Tribeca Film Festival Fantasies (Part 2)

Gavin Drea as Stephen O'Brien, Jack Reynor as Richard Karlsen, Patrick Gibson as Jake Galvin in WHAT RICHARD DID (Tribeca Film)
By Gwen Orel
With a title like "What Richard Did," you might expecting a teenage thriller like "I Know What You Did Last Summer." And just as in that book by Lois Duncan, there is a crime and a death that is covered up.
But that's where the similarity ends.
The Irish film, which opens on Friday, May 10 at Cinema Village, 29 East 12th Street, is a moody character study. Richard, played by Jack Reynor, is a handsome athlete, and a decent fellow.
We meet him on a senior trip, forming a crush on Lara, played by Roisin Murphy, looking out for his mates, tidying up the beach house when the other kids have left.
This isn't one of those Law&Order: SVU episodes about a sociopathic teen who just feels no empathy.
We're more than half an hour in before the crime even happens. Conor, a teammate of Richard's, played by Sam Keeley, gets in between Richard and Lara, and a fight breaks out. Connor walks away afterwards -and later dies.
Much as I enjoyed vicariously experiencing a Dublin teenage life, I wished the story would move along. I suspect that the introspective look at how guilt preys on decent people works better in Kevin Powers' book, "Bad day in Blackrock," from which the film is adapted.
We see how Richard's privilege works against him, as his father learns the truth but won't help him step forward.
We see Richard hook up with another girl to feel better for a moment.
We see Conor's poor mother at the funeral accusing all the teens there that they know what happened and won't step forward.
But this is not episodic television and the story is not about external consequences.
Unfortunately, filming internal consequences is problematic.
Often the characters are difficult to understand, mumbling jokes and atmospheric dialogue, as if it's cinema verité. This sometimes works to set a mood, and sometimes is just frustrating.
Still, the natural, nuanced acting has a growing mass of impact by the end of the movie.
Director Lenny Abramson pulls subtle performances from all of the cast, that leave one pondering just what is really going on long after the film has ended.
The Girl With The Mechanical Maiden
Director/writer Andrew Legge's 15-minute short, "The Girl with the Mechanical Maiden," tells the story of a young girl raised by a female automaton after her inventor father is blown up in his factory.

The Mechanical Maiden played by Serena Brabazon (Eleanor Bowman)
But don't think "science fiction." These are robots the way Czech playwright Karel Capek used robots; they have a poetic meaning beyond their quirkiness.
It's a silent film, scored with beautiful classical music by Liam Bates, set in what looks like the turn of the century.
The girl, Sophie Scully, has ginger hair and a doll-like face.
For a long time she and her robotic mother do well together.
Mother has working breasts, built by the inventor before he died, and to see her breast-feeding the girl, and offering a necklace to play with, is adorable.
Then the girl sees a picture of a little boy in a book - she's lonely.
Mother makes her a robot boy, but she sneaks away to real children, who pick on her, leading to a direct confrontation between man and machine.
Turns out machines are more human.
Without pretension, Legge's film investigates the bond between mother and child, and the nature of real interaction.
The trailer for "What Richard Did" can be seen at www.tribecafilm.com/whatricharddid.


> _What to produce_
In the records that follow, find each line with the word "Quantity" and copy it.

> _Input records_
______
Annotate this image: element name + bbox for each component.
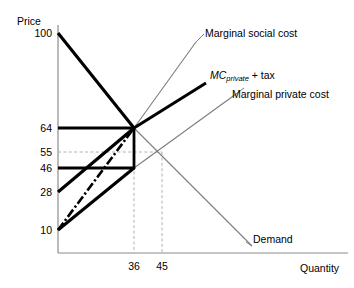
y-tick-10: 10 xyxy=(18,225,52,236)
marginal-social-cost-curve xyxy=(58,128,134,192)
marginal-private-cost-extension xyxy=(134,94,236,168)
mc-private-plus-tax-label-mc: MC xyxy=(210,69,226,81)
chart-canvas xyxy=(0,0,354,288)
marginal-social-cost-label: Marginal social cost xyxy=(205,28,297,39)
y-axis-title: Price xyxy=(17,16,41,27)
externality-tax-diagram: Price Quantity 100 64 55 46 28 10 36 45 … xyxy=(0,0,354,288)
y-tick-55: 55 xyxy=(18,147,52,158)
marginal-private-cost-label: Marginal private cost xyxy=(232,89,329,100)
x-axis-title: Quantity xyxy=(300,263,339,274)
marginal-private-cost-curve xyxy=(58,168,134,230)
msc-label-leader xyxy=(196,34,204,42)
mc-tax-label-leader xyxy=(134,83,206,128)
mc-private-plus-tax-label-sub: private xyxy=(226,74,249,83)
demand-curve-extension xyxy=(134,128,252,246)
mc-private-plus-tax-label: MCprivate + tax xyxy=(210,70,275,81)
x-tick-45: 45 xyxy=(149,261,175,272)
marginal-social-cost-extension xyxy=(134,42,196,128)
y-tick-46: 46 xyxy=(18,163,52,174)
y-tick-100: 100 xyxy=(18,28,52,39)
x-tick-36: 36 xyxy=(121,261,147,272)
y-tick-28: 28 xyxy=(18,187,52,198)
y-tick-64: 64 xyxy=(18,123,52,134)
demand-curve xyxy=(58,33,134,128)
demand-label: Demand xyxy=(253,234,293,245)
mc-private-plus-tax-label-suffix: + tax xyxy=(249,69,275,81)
______
> _Exercise response_
externality-tax-diagram: Price Quantity 100 64 55 46 28 10 36 45 … xyxy=(0,0,354,288)
x-axis-title: Quantity xyxy=(300,263,339,274)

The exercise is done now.